By Tanya Lewis
Richard Kriwacki refused to give up on his protein. He had tried again and again to determine its three-dimensional shape, but in every experiment, the protein looked no more structured than a piece of cooked spaghetti.
Normally, this lack of form would be a sign that the protein had been destroyed, yet Kriwacki knew for a fact it could still do its job in controlling cell division. While discussing the conundrum with his adviser in the atrium of their La Jolla, Calif., lab, insight dawned: Maybe the floppy protein didn’t take shape until it attached to another protein. Kriwacki raced off to do yet another experiment, this time combining his protein, p21, with a partner. Sure enough, Kriwacki got what he was looking for. Once joined, a seemingly ruined mess gave way to a neatly folded structure. The finding defied a foundational dogma of biology, that structure determines function.

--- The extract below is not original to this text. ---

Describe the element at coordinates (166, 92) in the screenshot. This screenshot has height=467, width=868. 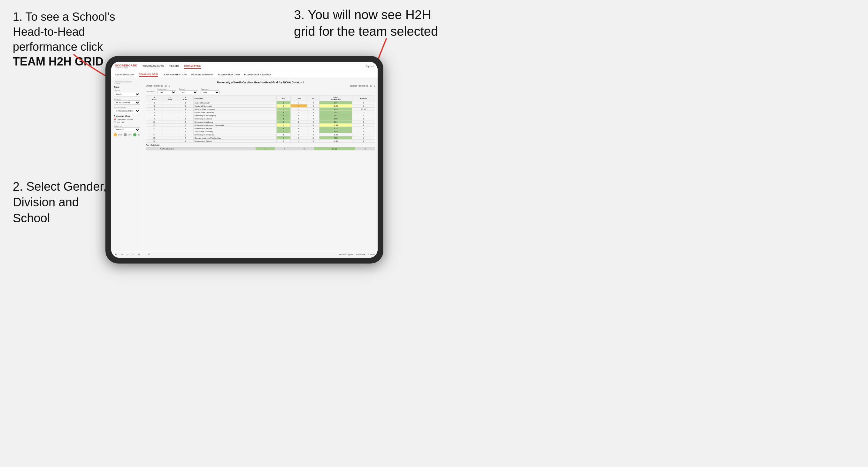
I see `conference-filter: (All)` at that location.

Nearly everything the human body does, from shuttling oxygen through the bloodstream to digesting a meal, relies on proteins. These biological workhorses are composed of chains of molecules called amino acids. Whenever a chain is made, conventional scientific wisdom says, electrical forces cause it to immediately bend into helical ribbons and tight zigzags, which twist further into even more defined three-dimensional forms. The resulting shape determines what other molecular players the protein can bind to and thus what it can accomplish in a cell. Unfolded proteins were thought to result only from intolerable conditions that render a protein useless, such as extreme heat or acidity.